Famine in East Africa



From the New York Times

For a generation, Somalia has been a byword for the suffering of a failed state. It has been without an effective central government since 1991, when the former government was toppled by clan militias that later turned on each other.

Since 2006, the country has faced an insurgency led by Al Shabab, one of Africa's most fearsome militant Islamist groups. Al Shabab controls much of southern Somalia and has claimed affiliation with Al Qaeda since 2007.

In the summer of 2011, the country was hard hit by a famine that extended across much of East Africa. By August, United Nations officials estimated that tens of thousands of Somalis had died, and that more than half a million children were on the brink of starvation.

The Shabab were blamed for much of the suffering, as it blocked many international relief groups from bringing food to famine victims. The Shabab, which had taken a beating in steady urban fighting against a better-armed, 9,000-strong African Union peacekeeping force, abruptly pulled out of the bullet-ridden capital of Mogadishu, in August 2011, leaving the entire city in the hands of the government for the first time in years.

The situation had only worsened by mid-August, when the United Nations confirmed that a cholera epidemic was sweeping across the country. Hundreds of thousands of Somalis had fled into Kenya, Ethiopia and to camps in Mogadishu, where cholera and measles are preying upon a malnourished and immune-suppressed population.

At the same time, aid agencies acknowledged there may be yet another problem to reckon with: the wholesale theft of food aid. The United Nations World Food Program said they were investigating allegations that thousands of sacks of grain and other supplies intended for famine victims have been stolen by unscrupulous businessmen and then sold on the open market for a profit.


(Exercise) Which lines in the records below contain the word "screenshot"? Report each of them.

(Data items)
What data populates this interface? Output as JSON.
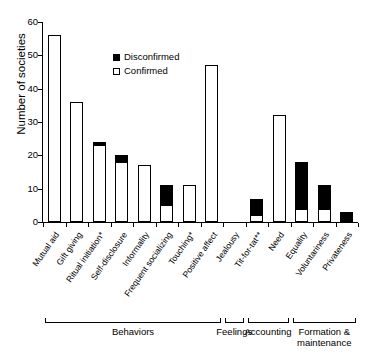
{
  "chart_data": {
    "type": "bar",
    "title": "",
    "xlabel": "",
    "ylabel": "Number of societies",
    "ylim": [
      0,
      60
    ],
    "yticks": [
      0,
      10,
      20,
      30,
      40,
      50,
      60
    ],
    "grid": false,
    "stacked": true,
    "legend_position": "inside-top-left",
    "categories": [
      "Mutual aid",
      "Gift giving",
      "Ritual initiation*",
      "Self-disclosure",
      "Informality",
      "Frequent socializing",
      "Touching*",
      "Positive affect",
      "Jealousy",
      "Tit-for-tat**",
      "Need",
      "Equality",
      "Voluntariness",
      "Privateness"
    ],
    "series": [
      {
        "name": "Confirmed",
        "color": "#ffffff",
        "values": [
          56,
          36,
          23,
          18,
          17,
          5,
          11,
          47,
          0,
          2,
          32,
          4,
          4,
          0
        ]
      },
      {
        "name": "Disconfirmed",
        "color": "#000000",
        "values": [
          0,
          0,
          1,
          2,
          0,
          6,
          0,
          0,
          0,
          5,
          0,
          14,
          7,
          3
        ]
      }
    ],
    "totals": [
      56,
      36,
      24,
      20,
      17,
      11,
      11,
      47,
      0,
      7,
      32,
      18,
      11,
      3
    ],
    "groups": [
      {
        "label": "Behaviors",
        "from": 0,
        "to": 7
      },
      {
        "label": "Feelings",
        "from": 8,
        "to": 8
      },
      {
        "label": "Accounting",
        "from": 9,
        "to": 10
      },
      {
        "label": "Formation & maintenance",
        "from": 11,
        "to": 13
      }
    ]
  },
  "legend": {
    "items": [
      {
        "label": "Disconfirmed",
        "swatch": "filled-square-icon"
      },
      {
        "label": "Confirmed",
        "swatch": "open-square-icon"
      }
    ]
  }
}
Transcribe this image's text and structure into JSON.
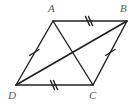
{
  "figure": {
    "type": "geometry-diagram",
    "shape": "parallelogram",
    "background_color": "#ffffff",
    "stroke_color": "#231f20",
    "label_color": "#58585a",
    "stroke_width": 1.4,
    "vertices": [
      {
        "name": "A",
        "label": "A",
        "x": 53,
        "y": 21,
        "label_x": 48,
        "label_y": 3
      },
      {
        "name": "B",
        "label": "B",
        "x": 127,
        "y": 21,
        "label_x": 120,
        "label_y": 3
      },
      {
        "name": "C",
        "label": "C",
        "x": 93,
        "y": 85,
        "label_x": 89,
        "label_y": 90
      },
      {
        "name": "D",
        "label": "D",
        "x": 16,
        "y": 85,
        "label_x": 8,
        "label_y": 90
      }
    ],
    "sides": [
      {
        "name": "AB",
        "from": "A",
        "to": "B",
        "x1": 53,
        "y1": 21,
        "x2": 127,
        "y2": 21,
        "tick_count": 2,
        "tick_x": 88,
        "tick_y": 21
      },
      {
        "name": "BC",
        "from": "B",
        "to": "C",
        "x1": 127,
        "y1": 21,
        "x2": 93,
        "y2": 85,
        "tick_count": 1,
        "tick_x": 110,
        "tick_y": 53
      },
      {
        "name": "DC",
        "from": "D",
        "to": "C",
        "x1": 16,
        "y1": 85,
        "x2": 93,
        "y2": 85,
        "tick_count": 2,
        "tick_x": 53,
        "tick_y": 85
      },
      {
        "name": "AD",
        "from": "A",
        "to": "D",
        "x1": 53,
        "y1": 21,
        "x2": 16,
        "y2": 85,
        "tick_count": 1,
        "tick_x": 34,
        "tick_y": 53
      }
    ],
    "diagonals": [
      {
        "name": "AC",
        "from": "A",
        "to": "C",
        "x1": 53,
        "y1": 21,
        "x2": 93,
        "y2": 85
      },
      {
        "name": "DB",
        "from": "D",
        "to": "B",
        "x1": 16,
        "y1": 85,
        "x2": 127,
        "y2": 21
      }
    ],
    "tick_marks": {
      "style": "slash",
      "length": 9,
      "spacing": 3,
      "description": "congruence hash marks: double on AB and DC, single on AD and BC"
    }
  }
}
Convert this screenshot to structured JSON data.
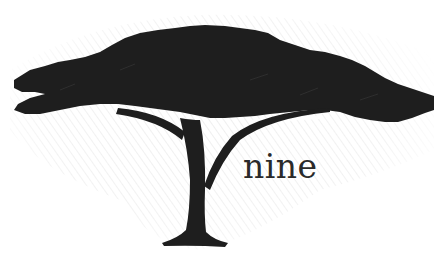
{
  "illustration": {
    "subject": "acacia-tree-silhouette",
    "caption": "nine",
    "colors": {
      "background": "#ffffff",
      "tree": "#1e1e1e",
      "hatching": "#9a9a9a",
      "caption": "#2a2a2a"
    }
  }
}
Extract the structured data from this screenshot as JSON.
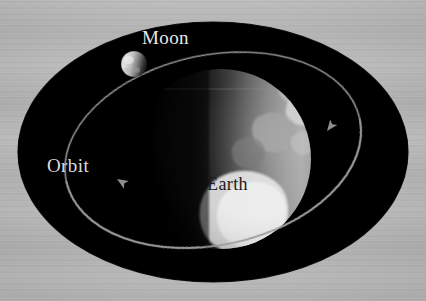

(Answer area)
Convert this screenshot to structured JSON data.
Extract the structured data from this screenshot as JSON.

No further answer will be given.